The matter of sight

Once Bhagwan Mahavir was preaching, “To see the truth one needs inner and outer eyes. The outer truth is seen by the physical eyes and inner truth by the eyes of the mind.”
To illustrate his point he gave an example through a story—
“In a village there lived five blind men. They were friends. Once they decided to go to a far off village and managed to reach there somehow.
There they learnt that someone had brought an elephant there. The five had never heard about the animal by that name. They wished to know the creature.
The five blindmen went to the village headman and pleaded, “Headmen sir, please take us to that animal called elephant. We want to know about it.”
The headman said, “Dear folks, you are blind.

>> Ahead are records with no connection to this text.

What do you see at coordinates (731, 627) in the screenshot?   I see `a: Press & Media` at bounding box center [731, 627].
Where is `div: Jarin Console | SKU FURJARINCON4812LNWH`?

How would you know what elephant is like?”
“We need not see with eyes,” one of the blind men said and revealed, “We know about everything by touch.’’

“Alright,” the headman nodded his head and told them, “I will take you to the elephant. Let us go.”

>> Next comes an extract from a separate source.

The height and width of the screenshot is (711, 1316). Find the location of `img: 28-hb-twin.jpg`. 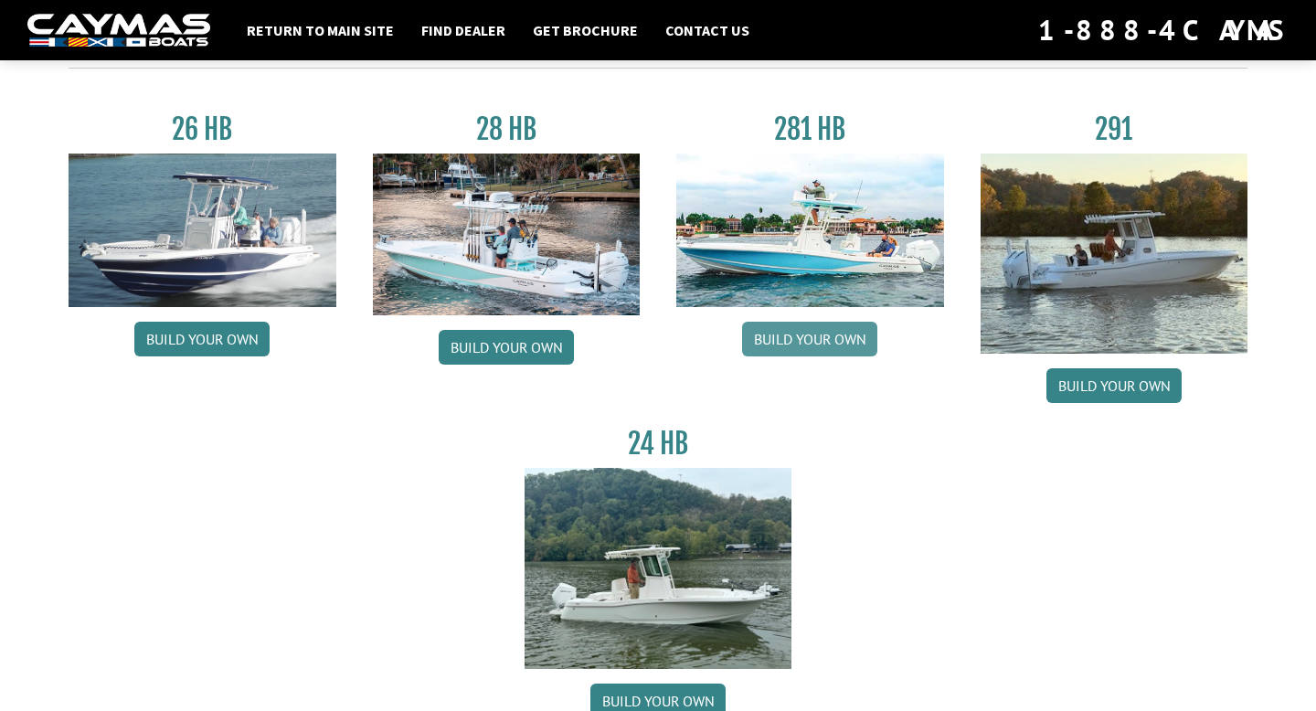

img: 28-hb-twin.jpg is located at coordinates (810, 230).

The headman took the five to the elephant and spoke, “The elephant stands before you. Touch and you can feel it.”
All the five men touched different parts of the elephant and tried to feel out the shapes.
The headman said, “Now you have touched the elephant and I hope you all know what it is like.”
The first blind man spoke, “I know well. It is like a pillar.”
Another counter, “You are lying. I bet it is like a banana trunk upside down.”
The third laughed and said, “You two are bananas. It is like a banana leaf.”
The fourth one spoke, “Are you all trying to fool me? I know it is a huge huge hook.”
The fifth blind man hissed, “You can’t trick me. Elephant is like a mountain ridge tethered to a rope.”
The headman spoke, “My friends, all of you are right in relative sense. No one is lying. Your only fault is that you don’t have eyes to see a thing in totality. One who touched elephant leg thought it was a pillar. For the one who touched the elephant trunk concluded that elephant was upside down banana trunk. The one who felt the tusk it was a huge hook. Whose hands touched ear for him an elephant was a banana leaf. And the one who got to feel wits rear and tail the creature was a hillock tethered with a rope. No one got it right because you were individually feeling only a part each of the whole truth. The elephant is sum total of what you each felt plus much more. Had you got the benefit of the eyes you could have seen the entire picture. No one of you was telling a lie. To each of you the others appeared to be lying because you only knew the small part of your own truth and failed to realise that others could also be telling truths.”
After telling the story Bhagwan Mahavir explained, “It proves that the truth is as one sees it. It may not be the whole truth. This world is as one perceives it or experiences it. The small facts are far from the whole fact. The real truth is only in its totality.”